What do soybean farmers have in common with Stormy Daniels? They’re being paid to keep quiet after getting screwed by Donald Trump. The administration announced Tuesday that it will provide $12 billion in temporary aid to agricultural producers who have been swept up in the president’s widening trade war.
Trump’s trade policies have faced especially harsh criticism from farmers, as countries like China and Mexico have retaliated against the administration’s aggressive use of tariffs by placing their own taxes on U.S. agricultural exports, including soybeans, dairy, pork, and more. The new bailout package is presumably meant to hush some of those complaints by providing a lifeline to producers whose overseas sales are imperiled. The government is pursuing a three-part scheme in which it will pay farmers directly, buy excess food, and use trade promotion efforts to open up additional foreign markets. As the Washington Post reports, it is being pitched as a specifically short-term effort, “intended to keep farmers afloat this harvest season until what officials predicted would be a successful conclusion to trade negotiations.”
The plan will not require any new money from Congress. Instead, the administration intends to tap the Department of Agriculture’s Commodity Credit Corporation, a program created during the Great Depression that can borrow up to $30 billion to keep farmers financially afloat. This idea has already drawn fire from farm-state Republicans, who’ve argued that Trump would be better off avoiding the tit-for-tat tariff battles in the first place. Kansas Sen. Pat Roberts told the Washington Post in April that he had seen the CCC misused in the past, and that while he wouldn’t oppose Trump’s plan, he was unsure how it would work. “I don’t know what kind of cockamamie scheme that we could come up with that would be fair, that would be at least somewhat responsible,” Roberts said.
Nebraska’s Ben Sasse was a bit more colorful today. “This trade war is cutting the legs out from under farmers and White House’s ‘plan’ is to spend $12 billion on gold crutches,” he said. “This administration’s tariffs and bailouts aren’t going to make America great again, they’re just going to make it 1929 again.” Further condemnation came from Iowa’s Chuck Grassley, who reportedly dismissed the aid as a government handout. Alaska’s Lisa Murkowski, meanwhile, reportedly thinks other industries set back by tariffs, including her state’s seafood industry, get the short end of the deal: “What about the manufacturing sector? What about the energy sector? The oil and gas industries?”
These complaints might be a bit more compelling if congressional Republicans were willing to take anything other than symbolic action to reduce Trump’s authority on trade. But so far, that hasn’t happened. Instead, Trump is free to stoke a trade war and throw money at farm interests in Wisconsin and Iowa to deal with the blowback. Tariffs. They’re the greatest.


» Exercise: A verbatim reproduction of every entry is the expected answer.

══════════

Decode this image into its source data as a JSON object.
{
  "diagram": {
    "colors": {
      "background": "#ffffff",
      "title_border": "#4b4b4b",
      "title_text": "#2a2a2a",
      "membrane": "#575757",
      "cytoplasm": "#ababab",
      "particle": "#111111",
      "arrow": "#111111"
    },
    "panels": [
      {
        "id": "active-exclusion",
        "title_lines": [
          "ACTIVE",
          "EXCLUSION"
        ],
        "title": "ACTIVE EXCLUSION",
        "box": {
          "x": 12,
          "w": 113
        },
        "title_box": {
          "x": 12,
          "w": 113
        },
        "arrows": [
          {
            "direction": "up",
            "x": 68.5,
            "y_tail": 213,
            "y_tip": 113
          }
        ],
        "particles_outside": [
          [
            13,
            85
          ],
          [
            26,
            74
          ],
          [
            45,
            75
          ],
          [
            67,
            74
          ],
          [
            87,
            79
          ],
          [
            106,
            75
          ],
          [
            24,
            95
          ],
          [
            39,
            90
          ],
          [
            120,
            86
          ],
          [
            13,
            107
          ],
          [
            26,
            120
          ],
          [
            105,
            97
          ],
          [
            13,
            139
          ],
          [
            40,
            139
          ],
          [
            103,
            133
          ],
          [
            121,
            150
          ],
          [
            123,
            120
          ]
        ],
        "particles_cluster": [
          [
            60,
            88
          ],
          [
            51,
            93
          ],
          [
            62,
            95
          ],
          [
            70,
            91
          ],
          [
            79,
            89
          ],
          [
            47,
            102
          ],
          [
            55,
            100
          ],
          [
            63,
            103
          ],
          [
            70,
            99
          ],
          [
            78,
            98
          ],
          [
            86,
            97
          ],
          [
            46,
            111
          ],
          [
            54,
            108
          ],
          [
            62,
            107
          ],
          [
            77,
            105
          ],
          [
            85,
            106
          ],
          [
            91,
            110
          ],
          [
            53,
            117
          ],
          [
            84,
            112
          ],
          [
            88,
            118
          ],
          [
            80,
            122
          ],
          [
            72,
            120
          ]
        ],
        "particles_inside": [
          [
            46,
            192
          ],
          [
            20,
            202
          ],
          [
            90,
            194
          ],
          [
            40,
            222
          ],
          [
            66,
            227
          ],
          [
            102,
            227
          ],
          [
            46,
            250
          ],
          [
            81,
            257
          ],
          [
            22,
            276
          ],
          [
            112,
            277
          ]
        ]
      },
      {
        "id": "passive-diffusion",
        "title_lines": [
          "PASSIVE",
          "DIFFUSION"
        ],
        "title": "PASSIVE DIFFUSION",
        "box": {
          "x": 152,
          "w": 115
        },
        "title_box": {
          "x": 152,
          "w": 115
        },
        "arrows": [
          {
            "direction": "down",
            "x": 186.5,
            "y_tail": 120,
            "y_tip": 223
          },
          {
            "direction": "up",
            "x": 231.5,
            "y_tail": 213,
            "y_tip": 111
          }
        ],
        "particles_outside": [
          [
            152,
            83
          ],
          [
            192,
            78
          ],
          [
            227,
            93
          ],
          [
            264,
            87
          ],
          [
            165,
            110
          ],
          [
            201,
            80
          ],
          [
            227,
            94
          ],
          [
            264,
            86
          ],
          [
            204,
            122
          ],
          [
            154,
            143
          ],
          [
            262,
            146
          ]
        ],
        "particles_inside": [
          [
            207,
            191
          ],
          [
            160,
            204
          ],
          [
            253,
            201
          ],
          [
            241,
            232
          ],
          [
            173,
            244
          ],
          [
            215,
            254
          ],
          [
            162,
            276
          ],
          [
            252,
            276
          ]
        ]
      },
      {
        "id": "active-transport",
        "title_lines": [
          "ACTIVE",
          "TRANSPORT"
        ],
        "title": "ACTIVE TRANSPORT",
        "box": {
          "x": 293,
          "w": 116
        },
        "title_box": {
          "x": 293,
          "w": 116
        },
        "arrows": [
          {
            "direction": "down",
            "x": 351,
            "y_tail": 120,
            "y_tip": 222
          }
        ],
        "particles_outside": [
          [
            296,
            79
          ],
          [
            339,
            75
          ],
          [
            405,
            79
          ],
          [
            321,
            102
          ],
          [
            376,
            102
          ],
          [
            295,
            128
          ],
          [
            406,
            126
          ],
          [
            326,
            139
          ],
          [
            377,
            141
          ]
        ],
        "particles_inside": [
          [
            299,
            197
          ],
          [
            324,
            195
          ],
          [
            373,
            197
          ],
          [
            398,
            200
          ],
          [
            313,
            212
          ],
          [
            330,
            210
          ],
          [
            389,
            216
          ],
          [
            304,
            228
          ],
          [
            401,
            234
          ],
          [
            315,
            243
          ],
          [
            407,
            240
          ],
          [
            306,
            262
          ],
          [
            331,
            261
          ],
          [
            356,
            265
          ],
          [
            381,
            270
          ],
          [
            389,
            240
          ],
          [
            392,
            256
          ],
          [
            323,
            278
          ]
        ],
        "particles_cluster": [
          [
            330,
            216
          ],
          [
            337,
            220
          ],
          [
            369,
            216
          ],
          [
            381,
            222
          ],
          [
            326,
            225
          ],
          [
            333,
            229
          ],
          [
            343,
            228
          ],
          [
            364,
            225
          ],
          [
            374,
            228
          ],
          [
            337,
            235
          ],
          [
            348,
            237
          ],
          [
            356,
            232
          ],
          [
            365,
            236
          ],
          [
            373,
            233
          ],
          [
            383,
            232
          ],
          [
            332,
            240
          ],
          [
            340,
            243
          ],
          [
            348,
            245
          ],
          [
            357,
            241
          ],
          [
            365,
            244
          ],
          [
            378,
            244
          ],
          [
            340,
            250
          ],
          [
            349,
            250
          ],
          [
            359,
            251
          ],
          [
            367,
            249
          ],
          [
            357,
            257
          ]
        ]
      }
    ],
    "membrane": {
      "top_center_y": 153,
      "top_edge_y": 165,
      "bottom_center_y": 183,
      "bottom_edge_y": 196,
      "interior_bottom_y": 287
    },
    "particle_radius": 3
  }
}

══════════

» Expected output:
Decode this image into its source data as a JSON object.
{
  "diagram": {
    "colors": {
      "background": "#ffffff",
      "title_border": "#4b4b4b",
      "title_text": "#2a2a2a",
      "membrane": "#575757",
      "cytoplasm": "#ababab",
      "particle": "#111111",
      "arrow": "#111111"
    },
    "panels": [
      {
        "id": "active-exclusion",
        "title_lines": [
          "ACTIVE",
          "EXCLUSION"
        ],
        "title": "ACTIVE EXCLUSION",
        "box": {
          "x": 12,
          "w": 113
        },
        "title_box": {
          "x": 12,
          "w": 113
        },
        "arrows": [
          {
            "direction": "up",
            "x": 68.5,
            "y_tail": 213,
            "y_tip": 113
          }
        ],
        "particles_outside": [
          [
            13,
            85
          ],
          [
            26,
            74
          ],
          [
            45,
            75
          ],
          [
            67,
            74
          ],
          [
            87,
            79
          ],
          [
            106,
            75
          ],
          [
            24,
            95
          ],
          [
            39,
            90
          ],
          [
            120,
            86
          ],
          [
            13,
            107
          ],
          [
            26,
            120
          ],
          [
            105,
            97
          ],
          [
            13,
            139
          ],
          [
            40,
            139
          ],
          [
            103,
            133
          ],
          [
            121,
            150
          ],
          [
            123,
            120
          ]
        ],
        "particles_cluster": [
          [
            60,
            88
          ],
          [
            51,
            93
          ],
          [
            62,
            95
          ],
          [
            70,
            91
          ],
          [
            79,
            89
          ],
          [
            47,
            102
          ],
          [
            55,
            100
          ],
          [
            63,
            103
          ],
          [
            70,
            99
          ],
          [
            78,
            98
          ],
          [
            86,
            97
          ],
          [
            46,
            111
          ],
          [
            54,
            108
          ],
          [
            62,
            107
          ],
          [
            77,
            105
          ],
          [
            85,
            106
          ],
          [
            91,
            110
          ],
          [
            53,
            117
          ],
          [
            84,
            112
          ],
          [
            88,
            118
          ],
          [
            80,
            122
          ],
          [
            72,
            120
          ]
        ],
        "particles_inside": [
          [
            46,
            192
          ],
          [
            20,
            202
          ],
          [
            90,
            194
          ],
          [
            40,
            222
          ],
          [
            66,
            227
          ],
          [
            102,
            227
          ],
          [
            46,
            250
          ],
          [
            81,
            257
          ],
          [
            22,
            276
          ],
          [
            112,
            277
          ]
        ]
      },
      {
        "id": "passive-diffusion",
        "title_lines": [
          "PASSIVE",
          "DIFFUSION"
        ],
        "title": "PASSIVE DIFFUSION",
        "box": {
          "x": 152,
          "w": 115
        },
        "title_box": {
          "x": 152,
          "w": 115
        },
        "arrows": [
          {
            "direction": "down",
            "x": 186.5,
            "y_tail": 120,
            "y_tip": 223
          },
          {
            "direction": "up",
            "x": 231.5,
            "y_tail": 213,
            "y_tip": 111
          }
        ],
        "particles_outside": [
          [
            152,
            83
          ],
          [
            192,
            78
          ],
          [
            227,
            93
          ],
          [
            264,
            87
          ],
          [
            165,
            110
          ],
          [
            201,
            80
          ],
          [
            227,
            94
          ],
          [
            264,
            86
          ],
          [
            204,
            122
          ],
          [
            154,
            143
          ],
          [
            262,
            146
          ]
        ],
        "particles_inside": [
          [
            207,
            191
          ],
          [
            160,
            204
          ],
          [
            253,
            201
          ],
          [
            241,
            232
          ],
          [
            173,
            244
          ],
          [
            215,
            254
          ],
          [
            162,
            276
          ],
          [
            252,
            276
          ]
        ]
      },
      {
        "id": "active-transport",
        "title_lines": [
          "ACTIVE",
          "TRANSPORT"
        ],
        "title": "ACTIVE TRANSPORT",
        "box": {
          "x": 293,
          "w": 116
        },
        "title_box": {
          "x": 293,
          "w": 116
        },
        "arrows": [
          {
            "direction": "down",
            "x": 351,
            "y_tail": 120,
            "y_tip": 222
          }
        ],
        "particles_outside": [
          [
            296,
            79
          ],
          [
            339,
            75
          ],
          [
            405,
            79
          ],
          [
            321,
            102
          ],
          [
            376,
            102
          ],
          [
            295,
            128
          ],
          [
            406,
            126
          ],
          [
            326,
            139
          ],
          [
            377,
            141
          ]
        ],
        "particles_inside": [
          [
            299,
            197
          ],
          [
            324,
            195
          ],
          [
            373,
            197
          ],
          [
            398,
            200
          ],
          [
            313,
            212
          ],
          [
            330,
            210
          ],
          [
            389,
            216
          ],
          [
            304,
            228
          ],
          [
            401,
            234
          ],
          [
            315,
            243
          ],
          [
            407,
            240
          ],
          [
            306,
            262
          ],
          [
            331,
            261
          ],
          [
            356,
            265
          ],
          [
            381,
            270
          ],
          [
            389,
            240
          ],
          [
            392,
            256
          ],
          [
            323,
            278
          ]
        ],
        "particles_cluster": [
          [
            330,
            216
          ],
          [
            337,
            220
          ],
          [
            369,
            216
          ],
          [
            381,
            222
          ],
          [
            326,
            225
          ],
          [
            333,
            229
          ],
          [
            343,
            228
          ],
          [
            364,
            225
          ],
          [
            374,
            228
          ],
          [
            337,
            235
          ],
          [
            348,
            237
          ],
          [
            356,
            232
          ],
          [
            365,
            236
          ],
          [
            373,
            233
          ],
          [
            383,
            232
          ],
          [
            332,
            240
          ],
          [
            340,
            243
          ],
          [
            348,
            245
          ],
          [
            357,
            241
          ],
          [
            365,
            244
          ],
          [
            378,
            244
          ],
          [
            340,
            250
          ],
          [
            349,
            250
          ],
          [
            359,
            251
          ],
          [
            367,
            249
          ],
          [
            357,
            257
          ]
        ]
      }
    ],
    "membrane": {
      "top_center_y": 153,
      "top_edge_y": 165,
      "bottom_center_y": 183,
      "bottom_edge_y": 196,
      "interior_bottom_y": 287
    },
    "particle_radius": 3
  }
}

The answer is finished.